The most delusional segment of disney star wars fandom are the last jedi fans, and by extension sequel fans in general.
They just cant accept the movie (and its trilogy) is the most horrendous piece of shit rivaling only dragonball evolution in bad story execution.
Begins had an aura to it as a Batman film that The Dark Knight and Rises just didn’t.
Begins felt like the only film in the trilogy where Nolan actually wanted to make a Batman movie
Rhetorically Defective is a coward and based on his histrionic meltdown, he just lost a fan. I know you'll see this too Ardy, prepare for the spiral that is the Groyper Curse.
If artists won’t carve stone any more because they would rather glue dildos together and display at LACMA, Ai will carve the stone. There are worse things than Ai making art.
George Lucas's soft racism and horniness is the special magic of the original Star Wars. Only mild bigotry is displayed, and it's the soft Boomer racism of thinking you're being progressive while just oddly detailed but superficial stereotype tokens in your films.

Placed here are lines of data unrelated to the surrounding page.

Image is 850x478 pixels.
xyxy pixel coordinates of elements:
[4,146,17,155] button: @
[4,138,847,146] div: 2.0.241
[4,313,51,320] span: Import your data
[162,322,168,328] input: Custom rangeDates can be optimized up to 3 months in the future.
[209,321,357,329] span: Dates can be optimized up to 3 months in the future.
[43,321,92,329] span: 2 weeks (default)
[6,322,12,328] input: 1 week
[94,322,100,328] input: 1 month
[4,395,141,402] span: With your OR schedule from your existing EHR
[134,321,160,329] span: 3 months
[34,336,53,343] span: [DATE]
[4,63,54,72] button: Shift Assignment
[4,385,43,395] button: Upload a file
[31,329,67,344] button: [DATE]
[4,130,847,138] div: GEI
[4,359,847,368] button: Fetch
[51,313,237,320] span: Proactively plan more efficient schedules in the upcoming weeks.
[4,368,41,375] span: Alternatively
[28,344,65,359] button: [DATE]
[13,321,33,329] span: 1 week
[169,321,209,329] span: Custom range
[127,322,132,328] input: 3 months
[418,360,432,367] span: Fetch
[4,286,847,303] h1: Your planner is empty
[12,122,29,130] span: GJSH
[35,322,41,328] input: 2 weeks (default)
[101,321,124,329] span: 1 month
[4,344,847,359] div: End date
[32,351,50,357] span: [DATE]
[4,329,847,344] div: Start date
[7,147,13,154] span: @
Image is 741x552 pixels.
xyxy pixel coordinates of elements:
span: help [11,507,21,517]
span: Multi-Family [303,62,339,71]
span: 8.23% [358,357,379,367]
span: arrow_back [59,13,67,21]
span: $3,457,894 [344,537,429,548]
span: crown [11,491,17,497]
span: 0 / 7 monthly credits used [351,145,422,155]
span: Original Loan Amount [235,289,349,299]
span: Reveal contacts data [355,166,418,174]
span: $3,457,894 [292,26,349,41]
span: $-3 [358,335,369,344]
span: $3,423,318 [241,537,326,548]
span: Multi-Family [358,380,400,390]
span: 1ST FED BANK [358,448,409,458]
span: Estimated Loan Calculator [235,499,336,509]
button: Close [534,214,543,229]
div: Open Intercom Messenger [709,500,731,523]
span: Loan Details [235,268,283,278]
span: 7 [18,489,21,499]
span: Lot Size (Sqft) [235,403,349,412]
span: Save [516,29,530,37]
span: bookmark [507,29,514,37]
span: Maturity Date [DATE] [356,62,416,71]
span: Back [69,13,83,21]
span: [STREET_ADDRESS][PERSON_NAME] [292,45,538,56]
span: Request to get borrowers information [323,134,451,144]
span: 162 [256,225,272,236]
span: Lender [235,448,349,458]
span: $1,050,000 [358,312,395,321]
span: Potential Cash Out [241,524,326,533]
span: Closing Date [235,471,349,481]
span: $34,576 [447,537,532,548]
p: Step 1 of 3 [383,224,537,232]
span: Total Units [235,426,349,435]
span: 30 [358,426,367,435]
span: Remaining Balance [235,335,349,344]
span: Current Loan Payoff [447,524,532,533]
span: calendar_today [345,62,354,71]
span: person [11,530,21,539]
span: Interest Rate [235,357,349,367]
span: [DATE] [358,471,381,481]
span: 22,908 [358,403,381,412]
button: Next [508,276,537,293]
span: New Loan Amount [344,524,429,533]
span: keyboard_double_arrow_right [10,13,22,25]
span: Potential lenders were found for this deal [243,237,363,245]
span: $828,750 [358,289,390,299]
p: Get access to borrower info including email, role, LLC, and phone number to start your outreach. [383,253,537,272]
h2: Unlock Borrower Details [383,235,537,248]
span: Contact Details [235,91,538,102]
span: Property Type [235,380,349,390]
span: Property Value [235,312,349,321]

For all the people constantly defending the destruction of one of the worlds biggest brands, it's probably time to hang it up.
When a Star Wars film gets passed opening week by a movie made for 750k... It's dead. The brand is dead.
Good job Kathleen Kennedy & Friends.
@Rhetordead Bro you had a non-livestream edited video where you praised Vrillium's work THAT YOU THEN DELETED.
Seriously, have you been Groyper Cursed? Because I didn't do it.
The massive failure of Mando and Grogu should tell them either it's time to start over with a new team or it's time to just put Star Wars on a shelf for now. But it's Disney, so expect more slop.
It's stunning how widespread this lie is.
The Death Star was always going to destroy the Yavin base. It's literally in the fucking screenplay you know; the blueprint directors base their movies on?
Do the barest minimum of research before posting misinformation online.
I know some people are never going to be okay with it, but Lucas simply liked this scene (sans the performance of the original Jabba actor), and he wanted to establish Han and Jabba's relationship as part of a subplot that would develop across the next two films (sorry, he didn't care about a Big Jabba Reveal). These are his openly stated reasons for restoring the scene.
In order for the scene to be restored, Han simply *has* to step on Jabba's tail (all proposed alternatives are either even sillier or unworkable editorially). The question is: can you sell it? Because it is a little outrageous.
I think the animators do a good job in the final version, because they actually integrate it into the core dynamic of the scene. Han (obviously) pisses off Jabba by stepping on his tail; if you notice, Han has, in fact, been deliberately provoking Jabba this entire time, because he's actually calling his bluff and daring Jabba to kill him right then and there, gambling that he won't actually do it, which will then force Jabba to negotiate.
Jabba, as you would expect, gets very mad, clenches his fist, and looks like he probably *is* about to kill Han. But then Han immediately starts sweet-talking him and even offers to pay Jabba back, "plus a little extra." Jabba then relaxes with an "Oh Han, you impudent scamp" look on his face and decides to play ball, because Han is "[his] boy" and "[he's] the best." If Jabba can't bring himself to kill Han now, Jabba has to acknowledge to himself that he doesn't actually want to kill him, and so he'll stop waffling on the issue by sending bounty hunters with deliberately ambiguous instructions, and he'll negotiate. So Han's ploy worked.
Of course, in order to accept all this, you have to grant that it's a good character scene (despite its partial redundancy) that's worth restoring in the first place. For various reasons, that is something that many people are radically against accepting. But if you start with the premise that it's a good scene, Han stepping on Jabba's tail is not that hard to justify. It is, in fact, part of establishing what Han and Jabba's relationship actually is at this point in time. It is not necessarily the same as it is in Return of the Jedi. Actually, it is obviously quite different. I don't think that is obviously a bad thing. I'm not sure what the point of including the scene would be if their relationship were portrayed as exactly the same.